ACTIVITY: Return every entry below exactly as written.

Records from a data source:
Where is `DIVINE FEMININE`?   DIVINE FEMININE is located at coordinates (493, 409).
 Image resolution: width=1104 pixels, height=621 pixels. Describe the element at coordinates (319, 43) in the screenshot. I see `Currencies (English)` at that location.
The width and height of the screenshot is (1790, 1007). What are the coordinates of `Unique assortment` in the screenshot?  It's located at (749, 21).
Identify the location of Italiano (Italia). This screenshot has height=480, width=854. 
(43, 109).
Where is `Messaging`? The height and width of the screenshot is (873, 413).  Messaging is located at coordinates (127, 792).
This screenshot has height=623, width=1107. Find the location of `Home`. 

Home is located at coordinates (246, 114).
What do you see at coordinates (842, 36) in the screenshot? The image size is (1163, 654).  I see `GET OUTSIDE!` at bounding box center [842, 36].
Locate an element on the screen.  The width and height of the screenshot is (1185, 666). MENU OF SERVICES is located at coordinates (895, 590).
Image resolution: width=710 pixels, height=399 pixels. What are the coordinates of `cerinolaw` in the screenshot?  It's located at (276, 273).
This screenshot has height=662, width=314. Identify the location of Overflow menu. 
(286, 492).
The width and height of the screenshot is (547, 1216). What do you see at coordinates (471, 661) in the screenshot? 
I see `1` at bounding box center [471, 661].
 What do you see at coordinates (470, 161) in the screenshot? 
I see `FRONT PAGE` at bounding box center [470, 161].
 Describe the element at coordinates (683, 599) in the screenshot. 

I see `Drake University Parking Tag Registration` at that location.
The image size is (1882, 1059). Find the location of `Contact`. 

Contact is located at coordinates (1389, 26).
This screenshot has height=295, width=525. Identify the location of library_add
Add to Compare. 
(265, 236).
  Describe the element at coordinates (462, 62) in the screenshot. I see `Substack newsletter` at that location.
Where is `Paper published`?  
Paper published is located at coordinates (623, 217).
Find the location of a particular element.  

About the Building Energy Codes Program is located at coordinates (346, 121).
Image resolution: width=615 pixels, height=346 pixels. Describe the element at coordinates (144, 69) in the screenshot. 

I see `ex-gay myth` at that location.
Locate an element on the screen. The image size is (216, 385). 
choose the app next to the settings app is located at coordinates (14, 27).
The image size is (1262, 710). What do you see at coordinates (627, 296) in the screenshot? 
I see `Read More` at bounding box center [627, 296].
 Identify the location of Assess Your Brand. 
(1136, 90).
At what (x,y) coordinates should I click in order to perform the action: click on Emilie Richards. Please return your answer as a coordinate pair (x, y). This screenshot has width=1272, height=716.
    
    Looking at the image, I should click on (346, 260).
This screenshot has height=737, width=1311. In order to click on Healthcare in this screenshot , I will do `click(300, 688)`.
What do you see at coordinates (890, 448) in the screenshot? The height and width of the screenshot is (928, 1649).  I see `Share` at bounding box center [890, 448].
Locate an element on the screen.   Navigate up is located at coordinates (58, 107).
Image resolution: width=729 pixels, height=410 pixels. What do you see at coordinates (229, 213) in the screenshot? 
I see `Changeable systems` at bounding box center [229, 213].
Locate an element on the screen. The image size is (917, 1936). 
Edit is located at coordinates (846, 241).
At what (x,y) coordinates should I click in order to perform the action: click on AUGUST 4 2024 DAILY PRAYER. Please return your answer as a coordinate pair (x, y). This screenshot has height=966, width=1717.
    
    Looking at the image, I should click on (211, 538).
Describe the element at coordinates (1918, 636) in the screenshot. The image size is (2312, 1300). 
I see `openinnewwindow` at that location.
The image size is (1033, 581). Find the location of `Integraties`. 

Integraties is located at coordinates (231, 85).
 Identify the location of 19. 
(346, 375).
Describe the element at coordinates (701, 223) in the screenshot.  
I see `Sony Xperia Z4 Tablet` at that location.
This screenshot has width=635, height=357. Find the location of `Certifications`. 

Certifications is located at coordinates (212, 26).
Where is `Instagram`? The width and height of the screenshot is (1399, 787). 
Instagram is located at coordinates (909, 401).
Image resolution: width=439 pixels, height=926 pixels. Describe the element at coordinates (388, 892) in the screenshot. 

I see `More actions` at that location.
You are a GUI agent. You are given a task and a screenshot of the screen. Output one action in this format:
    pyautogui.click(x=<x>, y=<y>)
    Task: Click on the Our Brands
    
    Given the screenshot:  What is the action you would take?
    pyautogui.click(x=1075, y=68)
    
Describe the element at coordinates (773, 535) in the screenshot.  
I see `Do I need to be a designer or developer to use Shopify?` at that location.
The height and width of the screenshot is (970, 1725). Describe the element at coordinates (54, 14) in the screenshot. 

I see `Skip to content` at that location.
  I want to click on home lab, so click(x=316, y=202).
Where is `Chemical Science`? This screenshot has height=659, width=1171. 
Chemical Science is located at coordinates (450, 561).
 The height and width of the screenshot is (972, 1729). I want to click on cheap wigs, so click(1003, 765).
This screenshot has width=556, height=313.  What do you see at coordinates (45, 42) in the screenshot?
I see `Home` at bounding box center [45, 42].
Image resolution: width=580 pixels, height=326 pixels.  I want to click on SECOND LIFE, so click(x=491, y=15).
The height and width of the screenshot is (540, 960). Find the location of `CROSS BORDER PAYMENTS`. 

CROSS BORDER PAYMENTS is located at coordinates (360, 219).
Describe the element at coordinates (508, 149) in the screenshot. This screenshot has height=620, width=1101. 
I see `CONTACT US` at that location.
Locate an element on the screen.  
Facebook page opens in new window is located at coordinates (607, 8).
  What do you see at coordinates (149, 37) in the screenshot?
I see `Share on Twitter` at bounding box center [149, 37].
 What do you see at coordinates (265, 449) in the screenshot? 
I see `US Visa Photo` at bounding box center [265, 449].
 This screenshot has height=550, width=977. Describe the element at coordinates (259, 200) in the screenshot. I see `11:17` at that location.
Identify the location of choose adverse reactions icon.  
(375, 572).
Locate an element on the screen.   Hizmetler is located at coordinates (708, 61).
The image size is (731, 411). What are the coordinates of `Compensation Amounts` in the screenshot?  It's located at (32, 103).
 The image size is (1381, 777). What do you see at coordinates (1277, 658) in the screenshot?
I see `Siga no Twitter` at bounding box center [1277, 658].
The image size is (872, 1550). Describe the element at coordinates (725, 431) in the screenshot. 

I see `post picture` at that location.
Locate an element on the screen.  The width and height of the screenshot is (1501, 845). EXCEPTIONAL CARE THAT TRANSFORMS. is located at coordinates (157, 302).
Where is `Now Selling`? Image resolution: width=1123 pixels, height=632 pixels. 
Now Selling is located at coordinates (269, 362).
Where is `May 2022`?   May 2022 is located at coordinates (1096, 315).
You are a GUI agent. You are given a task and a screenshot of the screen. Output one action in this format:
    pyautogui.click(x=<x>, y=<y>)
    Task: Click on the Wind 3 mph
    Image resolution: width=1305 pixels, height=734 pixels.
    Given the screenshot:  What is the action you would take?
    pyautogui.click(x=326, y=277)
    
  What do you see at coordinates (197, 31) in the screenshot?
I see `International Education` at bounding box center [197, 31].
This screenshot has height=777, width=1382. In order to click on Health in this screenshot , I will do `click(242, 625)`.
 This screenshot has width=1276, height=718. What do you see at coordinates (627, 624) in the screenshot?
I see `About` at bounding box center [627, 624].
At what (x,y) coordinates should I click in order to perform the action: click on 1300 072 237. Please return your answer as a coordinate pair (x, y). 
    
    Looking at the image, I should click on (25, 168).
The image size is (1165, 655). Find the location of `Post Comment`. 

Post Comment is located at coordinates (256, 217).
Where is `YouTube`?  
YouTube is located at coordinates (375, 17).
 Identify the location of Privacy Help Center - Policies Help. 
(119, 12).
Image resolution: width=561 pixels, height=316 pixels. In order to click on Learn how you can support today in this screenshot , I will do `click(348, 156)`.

FINISHED EXERCISE:
Where is `DIVINE FEMININE`?   DIVINE FEMININE is located at coordinates (493, 409).
 Image resolution: width=1104 pixels, height=621 pixels. Describe the element at coordinates (319, 43) in the screenshot. I see `Currencies (English)` at that location.
The width and height of the screenshot is (1790, 1007). What are the coordinates of `Unique assortment` in the screenshot?  It's located at (749, 21).
Identify the location of Italiano (Italia). This screenshot has height=480, width=854. 
(43, 109).
Where is `Messaging`? The height and width of the screenshot is (873, 413).  Messaging is located at coordinates (127, 792).
This screenshot has height=623, width=1107. Find the location of `Home`. 

Home is located at coordinates (246, 114).
What do you see at coordinates (842, 36) in the screenshot? The image size is (1163, 654).  I see `GET OUTSIDE!` at bounding box center [842, 36].
Locate an element on the screen.  The width and height of the screenshot is (1185, 666). MENU OF SERVICES is located at coordinates (895, 590).
Image resolution: width=710 pixels, height=399 pixels. What are the coordinates of `cerinolaw` in the screenshot?  It's located at (276, 273).
This screenshot has height=662, width=314. Identify the location of Overflow menu. 
(286, 492).
The width and height of the screenshot is (547, 1216). What do you see at coordinates (471, 661) in the screenshot? 
I see `1` at bounding box center [471, 661].
 What do you see at coordinates (470, 161) in the screenshot? 
I see `FRONT PAGE` at bounding box center [470, 161].
 Describe the element at coordinates (683, 599) in the screenshot. 

I see `Drake University Parking Tag Registration` at that location.
The image size is (1882, 1059). Find the location of `Contact`. 

Contact is located at coordinates (1389, 26).
This screenshot has height=295, width=525. Identify the location of library_add
Add to Compare. 
(265, 236).
  Describe the element at coordinates (462, 62) in the screenshot. I see `Substack newsletter` at that location.
Where is `Paper published`?  
Paper published is located at coordinates (623, 217).
Find the location of a particular element.  

About the Building Energy Codes Program is located at coordinates (346, 121).
Image resolution: width=615 pixels, height=346 pixels. Describe the element at coordinates (144, 69) in the screenshot. 

I see `ex-gay myth` at that location.
Locate an element on the screen. The image size is (216, 385). 
choose the app next to the settings app is located at coordinates (14, 27).
The image size is (1262, 710). What do you see at coordinates (627, 296) in the screenshot? 
I see `Read More` at bounding box center [627, 296].
 Identify the location of Assess Your Brand. 
(1136, 90).
At what (x,y) coordinates should I click in order to perform the action: click on Emilie Richards. Please return your answer as a coordinate pair (x, y). This screenshot has width=1272, height=716.
    
    Looking at the image, I should click on (346, 260).
This screenshot has height=737, width=1311. In order to click on Healthcare in this screenshot , I will do `click(300, 688)`.
What do you see at coordinates (890, 448) in the screenshot? The height and width of the screenshot is (928, 1649).  I see `Share` at bounding box center [890, 448].
Locate an element on the screen.   Navigate up is located at coordinates (58, 107).
Image resolution: width=729 pixels, height=410 pixels. What do you see at coordinates (229, 213) in the screenshot? 
I see `Changeable systems` at bounding box center [229, 213].
Locate an element on the screen. The image size is (917, 1936). 
Edit is located at coordinates (846, 241).
At what (x,y) coordinates should I click in order to perform the action: click on AUGUST 4 2024 DAILY PRAYER. Please return your answer as a coordinate pair (x, y). This screenshot has height=966, width=1717.
    
    Looking at the image, I should click on (211, 538).
Describe the element at coordinates (1918, 636) in the screenshot. The image size is (2312, 1300). 
I see `openinnewwindow` at that location.
The image size is (1033, 581). Find the location of `Integraties`. 

Integraties is located at coordinates (231, 85).
 Identify the location of 19. 
(346, 375).
Describe the element at coordinates (701, 223) in the screenshot.  
I see `Sony Xperia Z4 Tablet` at that location.
This screenshot has width=635, height=357. Find the location of `Certifications`. 

Certifications is located at coordinates (212, 26).
Where is `Instagram`? The width and height of the screenshot is (1399, 787). 
Instagram is located at coordinates (909, 401).
Image resolution: width=439 pixels, height=926 pixels. Describe the element at coordinates (388, 892) in the screenshot. 

I see `More actions` at that location.
You are a GUI agent. You are given a task and a screenshot of the screen. Output one action in this format:
    pyautogui.click(x=<x>, y=<y>)
    Task: Click on the Our Brands
    
    Given the screenshot:  What is the action you would take?
    pyautogui.click(x=1075, y=68)
    
Describe the element at coordinates (773, 535) in the screenshot.  
I see `Do I need to be a designer or developer to use Shopify?` at that location.
The height and width of the screenshot is (970, 1725). Describe the element at coordinates (54, 14) in the screenshot. 

I see `Skip to content` at that location.
  I want to click on home lab, so click(x=316, y=202).
Where is `Chemical Science`? This screenshot has height=659, width=1171. 
Chemical Science is located at coordinates (450, 561).
 The height and width of the screenshot is (972, 1729). I want to click on cheap wigs, so click(1003, 765).
This screenshot has width=556, height=313.  What do you see at coordinates (45, 42) in the screenshot?
I see `Home` at bounding box center [45, 42].
Image resolution: width=580 pixels, height=326 pixels.  I want to click on SECOND LIFE, so click(x=491, y=15).
The height and width of the screenshot is (540, 960). Find the location of `CROSS BORDER PAYMENTS`. 

CROSS BORDER PAYMENTS is located at coordinates (360, 219).
Describe the element at coordinates (508, 149) in the screenshot. This screenshot has height=620, width=1101. 
I see `CONTACT US` at that location.
Locate an element on the screen.  
Facebook page opens in new window is located at coordinates (607, 8).
  What do you see at coordinates (149, 37) in the screenshot?
I see `Share on Twitter` at bounding box center [149, 37].
 What do you see at coordinates (265, 449) in the screenshot? 
I see `US Visa Photo` at bounding box center [265, 449].
 This screenshot has height=550, width=977. Describe the element at coordinates (259, 200) in the screenshot. I see `11:17` at that location.
Identify the location of choose adverse reactions icon.  
(375, 572).
Locate an element on the screen.   Hizmetler is located at coordinates (708, 61).
The image size is (731, 411). What are the coordinates of `Compensation Amounts` in the screenshot?  It's located at (32, 103).
 The image size is (1381, 777). What do you see at coordinates (1277, 658) in the screenshot?
I see `Siga no Twitter` at bounding box center [1277, 658].
The image size is (872, 1550). Describe the element at coordinates (725, 431) in the screenshot. 

I see `post picture` at that location.
Locate an element on the screen.  The width and height of the screenshot is (1501, 845). EXCEPTIONAL CARE THAT TRANSFORMS. is located at coordinates (157, 302).
Where is `Now Selling`? Image resolution: width=1123 pixels, height=632 pixels. 
Now Selling is located at coordinates (269, 362).
Where is `May 2022`?   May 2022 is located at coordinates (1096, 315).
You are a GUI agent. You are given a task and a screenshot of the screen. Output one action in this format:
    pyautogui.click(x=<x>, y=<y>)
    Task: Click on the Wind 3 mph
    Image resolution: width=1305 pixels, height=734 pixels.
    Given the screenshot:  What is the action you would take?
    pyautogui.click(x=326, y=277)
    
  What do you see at coordinates (197, 31) in the screenshot?
I see `International Education` at bounding box center [197, 31].
This screenshot has height=777, width=1382. In order to click on Health in this screenshot , I will do `click(242, 625)`.
 This screenshot has width=1276, height=718. What do you see at coordinates (627, 624) in the screenshot?
I see `About` at bounding box center [627, 624].
At what (x,y) coordinates should I click in order to perform the action: click on 1300 072 237. Please return your answer as a coordinate pair (x, y). 
    
    Looking at the image, I should click on (25, 168).
The image size is (1165, 655). Find the location of `Post Comment`. 

Post Comment is located at coordinates (256, 217).
Where is `YouTube`?  
YouTube is located at coordinates (375, 17).
 Identify the location of Privacy Help Center - Policies Help. 
(119, 12).
Image resolution: width=561 pixels, height=316 pixels. In order to click on Learn how you can support today in this screenshot , I will do `click(348, 156)`.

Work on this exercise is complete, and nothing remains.